"He wouldn't consent to any less," David said wistfully. "You see things were good with farmers at the time, and rents were going up. And then I thought I should be allowed to work the quarry down in the delf, and make some money out of the stone."
"And you were done in that as in other things?"
"Well, yes. There's no denying it. When I got to understand the deed—and it took me a goodish time to riddle it out—I found out that I had no right to the stone or the mineral, or the fish in the stream, or to the trees, or to the game. Do you know he actually charged me for the stone dug out of my own farm to build the house with?"

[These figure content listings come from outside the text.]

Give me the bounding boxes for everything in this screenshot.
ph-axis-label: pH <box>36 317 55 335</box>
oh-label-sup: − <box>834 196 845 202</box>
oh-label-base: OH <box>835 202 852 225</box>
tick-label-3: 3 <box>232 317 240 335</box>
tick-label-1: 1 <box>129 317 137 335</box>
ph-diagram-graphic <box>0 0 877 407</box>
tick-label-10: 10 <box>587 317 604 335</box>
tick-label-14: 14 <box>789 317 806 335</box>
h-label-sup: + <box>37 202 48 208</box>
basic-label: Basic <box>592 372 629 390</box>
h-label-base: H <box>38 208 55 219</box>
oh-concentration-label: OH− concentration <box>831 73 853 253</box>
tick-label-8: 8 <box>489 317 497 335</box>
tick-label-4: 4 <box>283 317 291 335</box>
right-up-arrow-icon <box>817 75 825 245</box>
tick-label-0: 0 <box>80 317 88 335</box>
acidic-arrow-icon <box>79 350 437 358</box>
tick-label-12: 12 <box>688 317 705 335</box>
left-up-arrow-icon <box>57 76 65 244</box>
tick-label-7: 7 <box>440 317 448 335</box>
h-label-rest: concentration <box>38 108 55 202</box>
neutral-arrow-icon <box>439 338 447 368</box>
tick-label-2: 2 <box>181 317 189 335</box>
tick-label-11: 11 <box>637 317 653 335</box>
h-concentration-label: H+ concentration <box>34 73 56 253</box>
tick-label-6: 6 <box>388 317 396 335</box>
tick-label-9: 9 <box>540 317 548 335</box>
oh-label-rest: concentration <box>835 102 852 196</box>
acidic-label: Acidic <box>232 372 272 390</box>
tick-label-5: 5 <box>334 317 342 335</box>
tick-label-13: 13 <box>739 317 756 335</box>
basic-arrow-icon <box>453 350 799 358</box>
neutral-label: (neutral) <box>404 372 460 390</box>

"And ever since has been working the quarry at a big profit, which would never have been unearthed but for you, and destroying one of your fields in the process?"
"I felt that about the quarry almost more than anything," David went on. "But he's never discovered the tin lode, and I shall never tell him."
"Is there a tin lode on the farm?" Ralph questioned eagerly.
"Ay, a beauty! It must be seven years ago since I discovered it, and I've kept it to myself. You see, it would ruin the farm to work it, and I should not get a penny of the dues; they'd all go to the squire."
"Everything gets back to the rich in the long-run," Ralph said bitterly. "There's no chance for the poor man anywhere."
"Oh, well, in a few years' time it won't matter to any of us," David said, looking with dreamy eyes across the valley to the distant range of hills. "In the grave we shall all be equal, and we shall never hear again the voice of the oppressor."
"That does not seem to me anything to the point," Ralph said, flashing out the words angrily. "We've got as good a right to live as anybody else. I don't ask favours from anybody, but I do want justice and fair play."